Making iterators as fast as loops

Interesting observation! Looking at the assembly, we can tell what’s going on. As you’re hinting, the steprange version has a non-inlined call to calculate the range length before iteration starts. The unit range on the other hand is fully inlined. The loops themselves are identical between the two versions, so the overhead will be a fixed 25 - 30 clock cycles (~8-15 ns) regardless of vector length. At least that’s what I’m seeing on my system.

However, the inner loops between the two steps-of-1 functions and the two steps-of-4s are not the same. The former unrolls the loop 4 times (does 4 additions, then loops), while the latter has no unrolling (single addition, then loop). Interestingly, this is the complete opposite to how it’s written in the functions (former not unrolled, latter manually unrolled).

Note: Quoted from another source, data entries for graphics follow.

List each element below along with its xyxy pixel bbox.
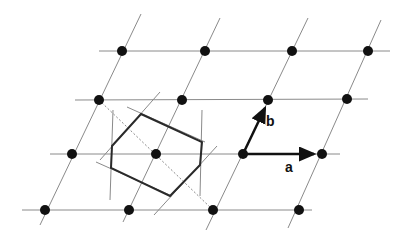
vector-b-label: b: [266, 113, 275, 129]
lattice-diagram: [0, 0, 410, 245]
vector-b-arrow: [243, 108, 265, 154]
lattice-points: [40, 46, 373, 215]
slanted-lattice-lines: [40, 14, 381, 230]
vector-a-label: a: [285, 159, 293, 175]
horizontal-lattice-lines: [22, 51, 390, 210]
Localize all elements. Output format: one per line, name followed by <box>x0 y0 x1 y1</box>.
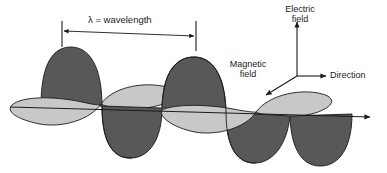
electric-field-label-line2: field <box>292 14 309 24</box>
field-axes <box>266 22 326 95</box>
direction-label: Direction <box>330 70 366 80</box>
electric-field-label: Electric field <box>278 4 322 24</box>
magnetic-field-label-line1: Magnetic <box>230 59 267 69</box>
electric-trough-2 <box>290 114 352 166</box>
electric-field-label-line1: Electric <box>285 4 315 14</box>
em-wave-diagram: λ = wavelength Electric field Magnetic f… <box>0 0 387 173</box>
magnetic-field-label: Magnetic field <box>222 59 274 79</box>
wavelength-label: λ = wavelength <box>88 15 152 25</box>
wave-figure-svg <box>0 0 387 173</box>
electric-trough-1 <box>102 106 162 158</box>
wavelength-annotation <box>62 21 196 51</box>
electric-crest-2 <box>162 57 226 112</box>
wavelength-arrow-span <box>64 31 194 36</box>
magnetic-lobe-far-2 <box>256 92 332 117</box>
electric-crest-1 <box>41 47 102 106</box>
magnetic-field-label-line2: field <box>240 69 257 79</box>
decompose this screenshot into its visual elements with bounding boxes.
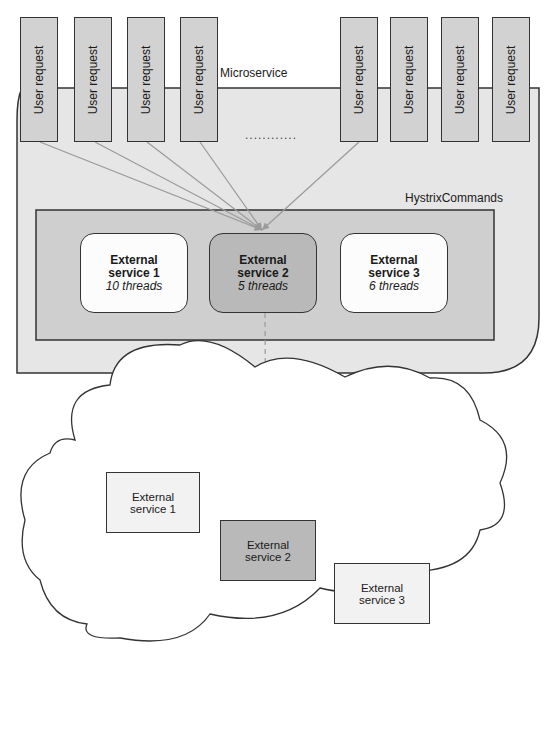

The unrolling makes a huge difference, because it accumulates in 4 separate registers, which means that data dependency can be avoided, and the speedup is close to 4x on my system (for large enough vectors that the function overhead is not relevant):

julia> x = rand(10000);

julia> @btime iter1($x)
  736.047 ns (0 allocations: 0 bytes)
5010.054710248716

julia> @btime iter5($x)
  2.824 μs (0 allocations: 0 bytes)
5010.054710248716

julia> 2824/736
3.8369565217391304

I’m sure that this can be achieved in the steps-of-4 version as well, perhaps with the use of SIMD.jl.